One interface to rule them all
The beauty is you don’t have three different commands for three platforms. Everyone web, Android, iOS just runs:
pnpm dc:gen
Behind the scenes, the wrapper figures out which SDKs need updates.
It feels like playing a co-op game with proper class roles. Web, Android, and iOS devs might play different “characters,” but the wrapper keeps everyone on the same quest line.
Caching wins and common footguns
Once you’ve got the wrapper and CI wired up, caching becomes the secret sauce that makes everything fast instead of sluggish.
Caching wins
- schema fingerprint cache → skip codegen entirely when nothing changed.
- Docker layer caching → don’t rebuild Firebase CLI + Node every run.
- node_modules / pnpm store → restore deps instantly in CI instead of reinstalling.
With all three, your CI run time goes from “make a coffee” to “blink and it’s done.”
Common footguns (and how to dodge them)
- CLI mismatch: If your local Firebase CLI version drifts from the pinned Docker version, you’ll see phantom diffs. Fix = always run codegen inside the container.
-
dirty state builds: If you forget to
git add
generated files before pushing, CI will yell at you. Fix = pre-commit hooks that force codegen + stage changes. -
cache poisoning: Sometimes a bad fingerprint or corrupted cache makes CI skip when it shouldn’t.
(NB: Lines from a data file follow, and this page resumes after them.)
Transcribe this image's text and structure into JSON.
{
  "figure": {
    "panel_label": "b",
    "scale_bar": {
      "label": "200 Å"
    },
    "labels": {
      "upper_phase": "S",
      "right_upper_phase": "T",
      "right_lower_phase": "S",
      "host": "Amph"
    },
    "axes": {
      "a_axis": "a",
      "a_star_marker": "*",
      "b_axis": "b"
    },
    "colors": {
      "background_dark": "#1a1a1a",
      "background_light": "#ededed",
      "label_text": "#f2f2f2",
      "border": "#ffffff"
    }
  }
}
Fix = add a manual “regen all” command (e.g.,
pnpm dc:clean && pnpm dc:gen
).
Debugging tip
If you hit weird mismatches, first nuke caches locally and in CI. 80% of “why doesn’t this match?” bugs come from stale state, not actual code.
Caching makes the whole thing snappy, but like every speed boost, it comes with the occasional banana peel. Build in an escape hatch and you’ll stay sane.
Rollout plan: adopt without breaking flow
Don’t flip everything at once. Roll it out in layers:
-
Local wrapper → introduce
pnpm dc:gen
, keep old commands for safety. - Pre-commit hook → catch missed codegen before PRs.
- CI enforcement → run wrapper in GitHub Actions, fail on missing diffs.
- Auto-publish → once trusted, let CI commit or release packages.
Even stopping at step 2 or 3 kills 90% of the pain. You can scale to auto-publishing later when the team’s ready.
Conclusion: stop babysitting codegen
Manual Firebase CLI runs are busywork. By pinning versions, hashing schemas, and hiding it all behind pnpm dc:gen
, you turn SDK generation into a zero-touch system. Locally it’s one command, in CI it’s automatic regen + tests + optional publish.
Hot take: Firebase should’ve baked this in already but until then, wrappers save our sanity. And this pattern isn’t just for Firebase; GraphQL, OpenAPI, gRPC anything with codegen benefits from the same recipe.
Got your own codegen horror stories or hacks? Share them I want to see what tricks other teams are pulling.